If no gas is formed in 24hrs, the tubes are again examined at the end of 48hrs. Gas formation in the
sterile tube is a positive presumptive test. If there is no gas, it is a –ve test and indicates that water is
safe for drinking. Positive result means that water is unsafe for drinking.
2. Confirmed test:
A portion of lactose broth showing +ve presumptive test is transferred to another fermentation tube
containing brilliant green bile broth. This is incubated for 48hrs. If gas is formed it becomes confirmed
test become essential. If no gas is formed, it indicates –ve test.
3. Completed test:
This test is made by introducing or insulating bacterial colonies in to lactose broth fermentation tubes
and agar tubes. The incubation is carried out at 35OC for 24hrs to 48hrs. If no gas is seen after this
period, it indicates +ve result and further detailed tests are carried out to detect the particular type of
bacteria present in water, considered safe for drinking.
Procedure:
Now after determining the positive test tubes the MPN of the coliforms in the total water
sample is determined by the laws of statistics to the tests results performed on different sized samples
(I, e 3 sample sizes 10ml, 1ml and 0.1ml with each size having 5 samples).

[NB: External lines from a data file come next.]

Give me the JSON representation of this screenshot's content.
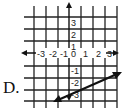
{
  "option_label": "D.",
  "graph": {
    "x_ticks": [
      "-3",
      "-2",
      "-1",
      "0",
      "1",
      "2",
      "3"
    ],
    "y_ticks_pos": [
      "3",
      "2",
      "1"
    ],
    "y_ticks_neg": [
      "-1",
      "-2",
      "-3"
    ],
    "grid_color": "#222222",
    "line_color": "#111111"
  },
  "line": {
    "description": "line with arrows through approx (-1.25,-4.1) and (4.3,-1.6), slope about 1/2",
    "slope": 0.5,
    "y_intercept": -3.5
  }
}
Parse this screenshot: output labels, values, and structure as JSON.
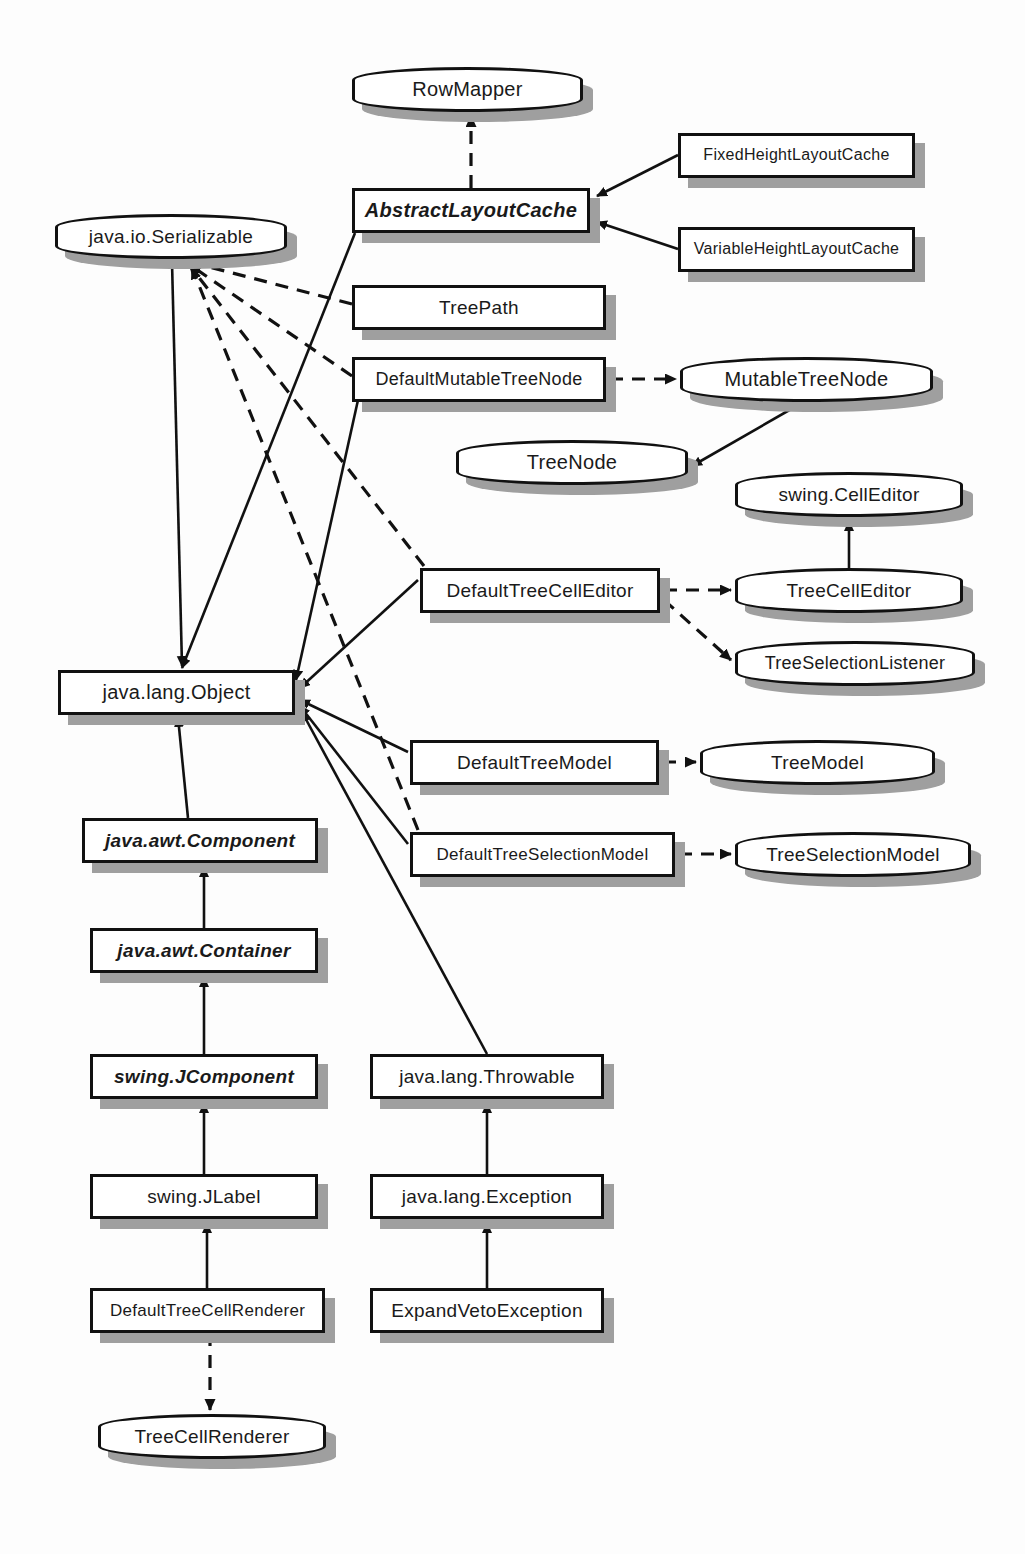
{
  "diagram": {
    "type": "uml-class-diagram",
    "colors": {
      "background": "#fdfdfd",
      "node_fill": "#ffffff",
      "node_stroke": "#111111",
      "shadow": "#9f9f9f",
      "edge": "#111111"
    },
    "legend": {
      "solid_arrow": "generalization (extends)",
      "dashed_arrow": "realization (implements)",
      "rounded_box": "interface",
      "rectangle": "class",
      "italic_label": "abstract"
    }
  },
  "nodes": [
    {
      "id": "RowMapper",
      "label": "RowMapper",
      "kind": "interface",
      "abstract": false,
      "x": 352,
      "y": 67,
      "w": 231,
      "h": 45,
      "fs": 20
    },
    {
      "id": "AbstractLayoutCache",
      "label": "AbstractLayoutCache",
      "kind": "class",
      "abstract": true,
      "x": 352,
      "y": 188,
      "w": 238,
      "h": 45,
      "fs": 20
    },
    {
      "id": "FixedHeightLayoutCache",
      "label": "FixedHeightLayoutCache",
      "kind": "class",
      "abstract": false,
      "x": 678,
      "y": 133,
      "w": 237,
      "h": 45,
      "fs": 16
    },
    {
      "id": "VariableHeightLayoutCache",
      "label": "VariableHeightLayoutCache",
      "kind": "class",
      "abstract": false,
      "x": 678,
      "y": 227,
      "w": 237,
      "h": 45,
      "fs": 16
    },
    {
      "id": "Serializable",
      "label": "java.io.Serializable",
      "kind": "interface",
      "abstract": false,
      "x": 55,
      "y": 214,
      "w": 232,
      "h": 45,
      "fs": 19
    },
    {
      "id": "TreePath",
      "label": "TreePath",
      "kind": "class",
      "abstract": false,
      "x": 352,
      "y": 285,
      "w": 254,
      "h": 45,
      "fs": 19
    },
    {
      "id": "DefaultMutableTreeNode",
      "label": "DefaultMutableTreeNode",
      "kind": "class",
      "abstract": false,
      "x": 352,
      "y": 357,
      "w": 254,
      "h": 45,
      "fs": 18
    },
    {
      "id": "MutableTreeNode",
      "label": "MutableTreeNode",
      "kind": "interface",
      "abstract": false,
      "x": 680,
      "y": 357,
      "w": 253,
      "h": 45,
      "fs": 20
    },
    {
      "id": "TreeNode",
      "label": "TreeNode",
      "kind": "interface",
      "abstract": false,
      "x": 456,
      "y": 440,
      "w": 232,
      "h": 45,
      "fs": 20
    },
    {
      "id": "CellEditor",
      "label": "swing.CellEditor",
      "kind": "interface",
      "abstract": false,
      "x": 735,
      "y": 472,
      "w": 228,
      "h": 45,
      "fs": 19
    },
    {
      "id": "DefaultTreeCellEditor",
      "label": "DefaultTreeCellEditor",
      "kind": "class",
      "abstract": false,
      "x": 420,
      "y": 568,
      "w": 240,
      "h": 45,
      "fs": 19
    },
    {
      "id": "TreeCellEditor",
      "label": "TreeCellEditor",
      "kind": "interface",
      "abstract": false,
      "x": 735,
      "y": 568,
      "w": 228,
      "h": 45,
      "fs": 19
    },
    {
      "id": "TreeSelectionListener",
      "label": "TreeSelectionListener",
      "kind": "interface",
      "abstract": false,
      "x": 735,
      "y": 641,
      "w": 240,
      "h": 45,
      "fs": 18
    },
    {
      "id": "Object",
      "label": "java.lang.Object",
      "kind": "class",
      "abstract": false,
      "x": 58,
      "y": 670,
      "w": 237,
      "h": 45,
      "fs": 20
    },
    {
      "id": "DefaultTreeModel",
      "label": "DefaultTreeModel",
      "kind": "class",
      "abstract": false,
      "x": 410,
      "y": 740,
      "w": 249,
      "h": 45,
      "fs": 19
    },
    {
      "id": "TreeModel",
      "label": "TreeModel",
      "kind": "interface",
      "abstract": false,
      "x": 700,
      "y": 740,
      "w": 235,
      "h": 45,
      "fs": 19
    },
    {
      "id": "DefaultTreeSelectionModel",
      "label": "DefaultTreeSelectionModel",
      "kind": "class",
      "abstract": false,
      "x": 410,
      "y": 832,
      "w": 265,
      "h": 45,
      "fs": 17
    },
    {
      "id": "TreeSelectionModel",
      "label": "TreeSelectionModel",
      "kind": "interface",
      "abstract": false,
      "x": 735,
      "y": 832,
      "w": 236,
      "h": 45,
      "fs": 19
    },
    {
      "id": "Component",
      "label": "java.awt.Component",
      "kind": "class",
      "abstract": true,
      "x": 82,
      "y": 818,
      "w": 236,
      "h": 45,
      "fs": 19
    },
    {
      "id": "Container",
      "label": "java.awt.Container",
      "kind": "class",
      "abstract": true,
      "x": 90,
      "y": 928,
      "w": 228,
      "h": 45,
      "fs": 19
    },
    {
      "id": "JComponent",
      "label": "swing.JComponent",
      "kind": "class",
      "abstract": true,
      "x": 90,
      "y": 1054,
      "w": 228,
      "h": 45,
      "fs": 19
    },
    {
      "id": "JLabel",
      "label": "swing.JLabel",
      "kind": "class",
      "abstract": false,
      "x": 90,
      "y": 1174,
      "w": 228,
      "h": 45,
      "fs": 19
    },
    {
      "id": "DefaultTreeCellRenderer",
      "label": "DefaultTreeCellRenderer",
      "kind": "class",
      "abstract": false,
      "x": 90,
      "y": 1288,
      "w": 235,
      "h": 45,
      "fs": 17
    },
    {
      "id": "TreeCellRenderer",
      "label": "TreeCellRenderer",
      "kind": "interface",
      "abstract": false,
      "x": 98,
      "y": 1414,
      "w": 228,
      "h": 45,
      "fs": 19
    },
    {
      "id": "Throwable",
      "label": "java.lang.Throwable",
      "kind": "class",
      "abstract": false,
      "x": 370,
      "y": 1054,
      "w": 234,
      "h": 45,
      "fs": 19
    },
    {
      "id": "Exception",
      "label": "java.lang.Exception",
      "kind": "class",
      "abstract": false,
      "x": 370,
      "y": 1174,
      "w": 234,
      "h": 45,
      "fs": 19
    },
    {
      "id": "ExpandVetoException",
      "label": "ExpandVetoException",
      "kind": "class",
      "abstract": false,
      "x": 370,
      "y": 1288,
      "w": 234,
      "h": 45,
      "fs": 19
    }
  ],
  "edges": [
    {
      "from": "AbstractLayoutCache",
      "to": "RowMapper",
      "style": "dashed",
      "points": "471,188 471,116"
    },
    {
      "from": "FixedHeightLayoutCache",
      "to": "AbstractLayoutCache",
      "style": "solid",
      "points": "678,155 597,196"
    },
    {
      "from": "VariableHeightLayoutCache",
      "to": "AbstractLayoutCache",
      "style": "solid",
      "points": "678,249 597,222"
    },
    {
      "from": "AbstractLayoutCache",
      "to": "Object",
      "style": "solid",
      "points": "355,233 182,668"
    },
    {
      "from": "TreePath",
      "to": "Serializable",
      "style": "dashed",
      "points": "352,304 190,262"
    },
    {
      "from": "DefaultMutableTreeNode",
      "to": "Serializable",
      "style": "dashed",
      "points": "352,376 190,265"
    },
    {
      "from": "DefaultMutableTreeNode",
      "to": "Object",
      "style": "solid",
      "points": "358,400 296,680"
    },
    {
      "from": "DefaultMutableTreeNode",
      "to": "MutableTreeNode",
      "style": "dashed",
      "points": "610,379 676,379"
    },
    {
      "from": "MutableTreeNode",
      "to": "TreeNode",
      "style": "solid",
      "points": "800,404 692,466"
    },
    {
      "from": "DefaultTreeCellEditor",
      "to": "TreeCellEditor",
      "style": "dashed",
      "points": "664,590 731,590"
    },
    {
      "from": "DefaultTreeCellEditor",
      "to": "TreeSelectionListener",
      "style": "dashed",
      "points": "664,600 731,660"
    },
    {
      "from": "TreeCellEditor",
      "to": "CellEditor",
      "style": "solid",
      "points": "849,568 849,521"
    },
    {
      "from": "DefaultTreeCellEditor",
      "to": "Object",
      "style": "solid",
      "points": "418,580 300,688"
    },
    {
      "from": "DefaultTreeModel",
      "to": "Object",
      "style": "solid",
      "points": "408,752 300,700"
    },
    {
      "from": "DefaultTreeModel",
      "to": "TreeModel",
      "style": "dashed",
      "points": "663,762 696,762"
    },
    {
      "from": "DefaultTreeSelectionModel",
      "to": "Object",
      "style": "solid",
      "points": "408,844 300,706"
    },
    {
      "from": "DefaultTreeSelectionModel",
      "to": "TreeSelectionModel",
      "style": "dashed",
      "points": "679,854 731,854"
    },
    {
      "from": "DefaultTreeSelectionModel",
      "to": "Serializable",
      "style": "dashed",
      "points": "418,830 192,268"
    },
    {
      "from": "DefaultTreeCellEditor",
      "to": "Serializable",
      "style": "dashed",
      "points": "424,566 190,266"
    },
    {
      "from": "Serializable",
      "to": "Object",
      "style": "solid",
      "points": "172,262 182,666"
    },
    {
      "from": "Component",
      "to": "Object",
      "style": "solid",
      "points": "188,818 178,717"
    },
    {
      "from": "Container",
      "to": "Component",
      "style": "solid",
      "points": "204,928 204,867"
    },
    {
      "from": "JComponent",
      "to": "Container",
      "style": "solid",
      "points": "204,1054 204,977"
    },
    {
      "from": "JLabel",
      "to": "JComponent",
      "style": "solid",
      "points": "204,1174 204,1103"
    },
    {
      "from": "DefaultTreeCellRenderer",
      "to": "JLabel",
      "style": "solid",
      "points": "207,1288 207,1223"
    },
    {
      "from": "DefaultTreeCellRenderer",
      "to": "TreeCellRenderer",
      "style": "dashed",
      "points": "210,1333 210,1410"
    },
    {
      "from": "Throwable",
      "to": "Object",
      "style": "solid",
      "points": "487,1054 302,712"
    },
    {
      "from": "Exception",
      "to": "Throwable",
      "style": "solid",
      "points": "487,1174 487,1103"
    },
    {
      "from": "ExpandVetoException",
      "to": "Exception",
      "style": "solid",
      "points": "487,1288 487,1223"
    }
  ]
}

MPN indicates the bacterial density, which is most likely to be present in water.
Tables which permit quick determination of MPN per 100ml of the total sample are readily available.
The table can be easily used after knowing the combination of +ve tests on three sized samples (10ml, 1
ml and 0.1ml).
For example:
If out of 5 test samples on10ml samples 2 are +ve and all the 5 tests in 1ml samples are –ve and
say 1 test in 0.1ml sample is +ve then the combination of +ve tests will be 2-0-1.
For this combination from the tables the MPN index is 7 with no. of coliforms to be 1 (lower limit) and
17 (upper limit) with 95% surety.
Aim:
To determine the optimum dosage of coagulant to remove small or charged particles present
inside water by using “alum” as coagulant.
Principle:
The two basic terms which can exactly explain the happening of this experiment are:
1. Coagulations:
It is the process of addition of a chemical t de=stabilize a stabilized charged particle.
2. Flocculation:
It is a slow mixing technique which promotes agglomeration and helps the particles to
settle down.
Apparatus:
1. Jar testing apparatus.
2. Turbidity meter.
3. Beakers.
4. Burette.
5. Pipette.
Reagent required:
Alum solution is used (1ml containing 100mg of alum).
Procedure:
1. Take 1000ml of given sample in 8 beakers.
2. Find the PH of the sample and adjust it to 6-8.5.
3. Now add 1ml, 2ml, 4ml, 8ml and 10ml of alum respectively in each one of the beakers.
4. Now insert the paddle of jar test apparatus inside the beaker and start it.
5. Initially maintain a speed such that paddles rotate at an angular velocity of 100rpm for a time of
1min.
6. Now adjust the speed such that the paddles rotate at 40rpm/min for a time of 9 minutes.
7. Now allow the beaker to settle down for 10 minutes.
8. Make and observation as of which of the 6 beakers are clearer. Also measure turbidity of each
beaker using a turbidity meter and tabulate your result.
9. Plot a graph settle turbidity “vs” coagulant dose.
10. The one giving the desirable (optimum) value is selected as the best coagulant dose for the
sample.
Result:
The optimum value of coagulant dosage from the graph should be reported. The optimum value of
coagulant generally lies b/w 8 to 10 for normal water from rivers.